Segment Start: INPUT MATERIAL

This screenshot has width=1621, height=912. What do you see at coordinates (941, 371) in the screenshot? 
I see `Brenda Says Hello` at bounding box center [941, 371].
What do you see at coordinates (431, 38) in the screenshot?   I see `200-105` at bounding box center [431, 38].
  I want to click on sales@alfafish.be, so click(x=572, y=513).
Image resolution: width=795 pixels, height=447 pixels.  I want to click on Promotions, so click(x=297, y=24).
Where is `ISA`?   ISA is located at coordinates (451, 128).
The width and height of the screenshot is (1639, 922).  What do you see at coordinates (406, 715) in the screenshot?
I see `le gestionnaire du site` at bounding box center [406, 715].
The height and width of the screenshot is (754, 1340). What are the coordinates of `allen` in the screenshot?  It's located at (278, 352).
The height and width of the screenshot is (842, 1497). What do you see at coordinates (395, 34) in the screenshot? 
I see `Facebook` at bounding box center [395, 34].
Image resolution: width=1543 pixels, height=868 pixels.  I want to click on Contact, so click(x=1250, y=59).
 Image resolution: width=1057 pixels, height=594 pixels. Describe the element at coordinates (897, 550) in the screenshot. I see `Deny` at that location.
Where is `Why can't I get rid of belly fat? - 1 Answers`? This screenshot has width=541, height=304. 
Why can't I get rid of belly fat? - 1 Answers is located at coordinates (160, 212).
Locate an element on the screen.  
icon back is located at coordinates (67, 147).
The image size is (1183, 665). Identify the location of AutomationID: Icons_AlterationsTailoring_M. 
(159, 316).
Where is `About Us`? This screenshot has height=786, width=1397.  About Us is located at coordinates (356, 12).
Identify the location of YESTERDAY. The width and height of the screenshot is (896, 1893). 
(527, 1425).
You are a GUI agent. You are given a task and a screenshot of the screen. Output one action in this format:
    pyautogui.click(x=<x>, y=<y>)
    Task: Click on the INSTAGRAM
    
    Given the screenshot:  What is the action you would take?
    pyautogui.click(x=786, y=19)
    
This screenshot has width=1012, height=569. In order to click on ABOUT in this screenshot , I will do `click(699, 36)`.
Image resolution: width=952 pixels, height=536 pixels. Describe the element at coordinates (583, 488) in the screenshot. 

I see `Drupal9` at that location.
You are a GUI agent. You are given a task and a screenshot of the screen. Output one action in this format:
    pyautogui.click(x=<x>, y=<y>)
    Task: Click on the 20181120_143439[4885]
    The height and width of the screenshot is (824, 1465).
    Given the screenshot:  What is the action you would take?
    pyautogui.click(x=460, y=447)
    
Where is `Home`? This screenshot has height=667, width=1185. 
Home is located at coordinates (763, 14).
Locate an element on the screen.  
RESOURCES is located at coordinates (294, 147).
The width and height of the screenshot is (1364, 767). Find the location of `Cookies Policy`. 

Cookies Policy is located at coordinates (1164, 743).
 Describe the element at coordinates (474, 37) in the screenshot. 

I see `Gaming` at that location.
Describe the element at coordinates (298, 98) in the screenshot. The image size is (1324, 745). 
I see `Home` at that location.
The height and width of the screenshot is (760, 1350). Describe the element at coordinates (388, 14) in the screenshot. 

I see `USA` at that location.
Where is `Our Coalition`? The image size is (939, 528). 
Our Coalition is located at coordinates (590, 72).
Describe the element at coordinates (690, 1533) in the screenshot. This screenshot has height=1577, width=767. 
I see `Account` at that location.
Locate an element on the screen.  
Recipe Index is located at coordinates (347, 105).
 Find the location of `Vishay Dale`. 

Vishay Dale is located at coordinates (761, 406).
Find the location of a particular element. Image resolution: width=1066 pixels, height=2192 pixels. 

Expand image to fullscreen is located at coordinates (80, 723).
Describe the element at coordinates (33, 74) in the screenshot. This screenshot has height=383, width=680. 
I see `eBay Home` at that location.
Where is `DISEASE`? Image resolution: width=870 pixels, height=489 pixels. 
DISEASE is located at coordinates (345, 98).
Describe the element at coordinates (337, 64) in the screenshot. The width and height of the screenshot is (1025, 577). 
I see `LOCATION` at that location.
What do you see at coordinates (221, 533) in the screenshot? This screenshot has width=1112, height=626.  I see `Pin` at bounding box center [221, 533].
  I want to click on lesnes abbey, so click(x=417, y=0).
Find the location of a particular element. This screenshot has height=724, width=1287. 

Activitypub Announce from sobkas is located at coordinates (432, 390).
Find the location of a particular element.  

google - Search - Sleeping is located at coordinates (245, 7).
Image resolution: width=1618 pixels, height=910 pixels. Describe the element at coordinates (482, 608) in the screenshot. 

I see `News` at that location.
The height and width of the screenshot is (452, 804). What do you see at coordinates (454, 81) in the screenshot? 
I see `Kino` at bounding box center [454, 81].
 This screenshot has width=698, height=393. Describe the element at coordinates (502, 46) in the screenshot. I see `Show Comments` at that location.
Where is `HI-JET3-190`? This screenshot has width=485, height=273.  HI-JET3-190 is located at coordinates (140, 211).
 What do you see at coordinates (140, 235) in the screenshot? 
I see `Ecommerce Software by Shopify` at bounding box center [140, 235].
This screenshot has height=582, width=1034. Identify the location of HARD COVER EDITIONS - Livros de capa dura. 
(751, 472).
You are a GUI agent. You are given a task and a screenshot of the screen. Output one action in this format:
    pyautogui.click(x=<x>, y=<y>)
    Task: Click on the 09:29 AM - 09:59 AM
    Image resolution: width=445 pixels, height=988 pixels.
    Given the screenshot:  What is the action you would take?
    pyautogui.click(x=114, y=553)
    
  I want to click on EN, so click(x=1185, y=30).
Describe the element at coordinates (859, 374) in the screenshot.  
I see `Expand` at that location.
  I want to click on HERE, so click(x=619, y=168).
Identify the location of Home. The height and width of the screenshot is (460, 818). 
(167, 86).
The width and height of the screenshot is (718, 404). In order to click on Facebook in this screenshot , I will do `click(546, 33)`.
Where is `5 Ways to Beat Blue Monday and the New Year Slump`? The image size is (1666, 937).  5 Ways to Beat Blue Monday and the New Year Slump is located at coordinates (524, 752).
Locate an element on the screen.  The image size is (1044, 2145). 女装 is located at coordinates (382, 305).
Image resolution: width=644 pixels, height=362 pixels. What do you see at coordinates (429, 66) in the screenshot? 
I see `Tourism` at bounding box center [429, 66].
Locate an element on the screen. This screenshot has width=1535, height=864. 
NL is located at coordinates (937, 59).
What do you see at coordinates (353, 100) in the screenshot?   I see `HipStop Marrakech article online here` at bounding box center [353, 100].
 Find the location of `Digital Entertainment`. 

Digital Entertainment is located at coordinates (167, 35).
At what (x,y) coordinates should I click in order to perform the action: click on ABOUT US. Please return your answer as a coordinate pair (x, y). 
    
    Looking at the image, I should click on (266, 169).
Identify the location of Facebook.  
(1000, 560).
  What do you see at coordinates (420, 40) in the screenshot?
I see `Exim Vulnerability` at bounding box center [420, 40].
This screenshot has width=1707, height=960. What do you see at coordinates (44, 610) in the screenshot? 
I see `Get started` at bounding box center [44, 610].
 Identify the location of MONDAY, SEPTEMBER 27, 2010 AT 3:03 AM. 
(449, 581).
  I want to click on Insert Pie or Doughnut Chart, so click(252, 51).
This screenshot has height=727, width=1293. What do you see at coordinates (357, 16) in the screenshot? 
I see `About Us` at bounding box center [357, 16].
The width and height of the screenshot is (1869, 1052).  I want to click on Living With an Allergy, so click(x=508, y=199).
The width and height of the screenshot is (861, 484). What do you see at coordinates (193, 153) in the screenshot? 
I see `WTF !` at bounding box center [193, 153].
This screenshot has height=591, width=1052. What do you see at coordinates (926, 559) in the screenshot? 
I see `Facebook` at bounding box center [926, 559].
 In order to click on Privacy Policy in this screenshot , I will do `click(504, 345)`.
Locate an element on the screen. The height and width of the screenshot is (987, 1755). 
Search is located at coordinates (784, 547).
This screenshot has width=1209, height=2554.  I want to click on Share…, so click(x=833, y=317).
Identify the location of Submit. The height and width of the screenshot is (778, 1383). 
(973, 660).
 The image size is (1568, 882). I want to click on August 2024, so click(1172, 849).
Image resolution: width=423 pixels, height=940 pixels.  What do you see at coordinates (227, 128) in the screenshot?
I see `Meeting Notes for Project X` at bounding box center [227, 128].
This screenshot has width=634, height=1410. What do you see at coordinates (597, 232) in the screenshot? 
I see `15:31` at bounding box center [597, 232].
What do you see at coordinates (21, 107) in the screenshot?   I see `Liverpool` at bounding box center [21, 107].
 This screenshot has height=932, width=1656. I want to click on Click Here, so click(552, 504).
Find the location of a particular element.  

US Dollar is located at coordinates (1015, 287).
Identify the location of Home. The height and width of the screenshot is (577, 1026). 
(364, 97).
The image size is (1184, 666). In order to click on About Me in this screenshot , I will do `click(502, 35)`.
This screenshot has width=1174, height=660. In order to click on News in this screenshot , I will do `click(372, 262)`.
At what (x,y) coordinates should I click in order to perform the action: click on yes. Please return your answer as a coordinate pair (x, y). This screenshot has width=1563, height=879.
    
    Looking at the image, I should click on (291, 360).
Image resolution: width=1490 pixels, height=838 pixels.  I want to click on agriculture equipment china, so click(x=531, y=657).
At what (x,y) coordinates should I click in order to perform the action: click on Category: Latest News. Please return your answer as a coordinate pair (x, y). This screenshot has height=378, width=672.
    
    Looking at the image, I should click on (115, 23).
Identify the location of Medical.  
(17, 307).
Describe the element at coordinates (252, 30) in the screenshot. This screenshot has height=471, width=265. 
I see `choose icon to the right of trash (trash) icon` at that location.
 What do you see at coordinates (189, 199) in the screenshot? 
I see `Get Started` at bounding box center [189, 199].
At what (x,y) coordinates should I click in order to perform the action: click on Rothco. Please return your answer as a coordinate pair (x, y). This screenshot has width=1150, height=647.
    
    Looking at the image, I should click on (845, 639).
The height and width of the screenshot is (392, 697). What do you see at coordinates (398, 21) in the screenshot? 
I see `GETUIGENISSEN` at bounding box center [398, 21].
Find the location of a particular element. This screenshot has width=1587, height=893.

Segment End: INPUT MATERIAL

### [WHAT YOU SHOULD DO]
Set down exactly the lines of the data above, beginning with the line that has "What do you see at coordinates (431, 38)" and ending with the line that has "Task: Click on the INSTAGRAM", and no others.

### [OUTPUT FOR THIS EXERCISE]
What do you see at coordinates (431, 38) in the screenshot?   I see `200-105` at bounding box center [431, 38].
  I want to click on sales@alfafish.be, so click(x=572, y=513).
Image resolution: width=795 pixels, height=447 pixels.  I want to click on Promotions, so click(x=297, y=24).
Where is `ISA`?   ISA is located at coordinates (451, 128).
The width and height of the screenshot is (1639, 922).  What do you see at coordinates (406, 715) in the screenshot?
I see `le gestionnaire du site` at bounding box center [406, 715].
The height and width of the screenshot is (754, 1340). What are the coordinates of `allen` in the screenshot?  It's located at (278, 352).
The height and width of the screenshot is (842, 1497). What do you see at coordinates (395, 34) in the screenshot? 
I see `Facebook` at bounding box center [395, 34].
Image resolution: width=1543 pixels, height=868 pixels.  I want to click on Contact, so click(x=1250, y=59).
 Image resolution: width=1057 pixels, height=594 pixels. Describe the element at coordinates (897, 550) in the screenshot. I see `Deny` at that location.
Where is `Why can't I get rid of belly fat? - 1 Answers`? This screenshot has width=541, height=304. 
Why can't I get rid of belly fat? - 1 Answers is located at coordinates (160, 212).
Locate an element on the screen.  
icon back is located at coordinates (67, 147).
The image size is (1183, 665). Identify the location of AutomationID: Icons_AlterationsTailoring_M. 
(159, 316).
Where is `About Us`? This screenshot has height=786, width=1397.  About Us is located at coordinates (356, 12).
Identify the location of YESTERDAY. The width and height of the screenshot is (896, 1893). 
(527, 1425).
You are a GUI agent. You are given a task and a screenshot of the screen. Output one action in this format:
    pyautogui.click(x=<x>, y=<y>)
    Task: Click on the INSTAGRAM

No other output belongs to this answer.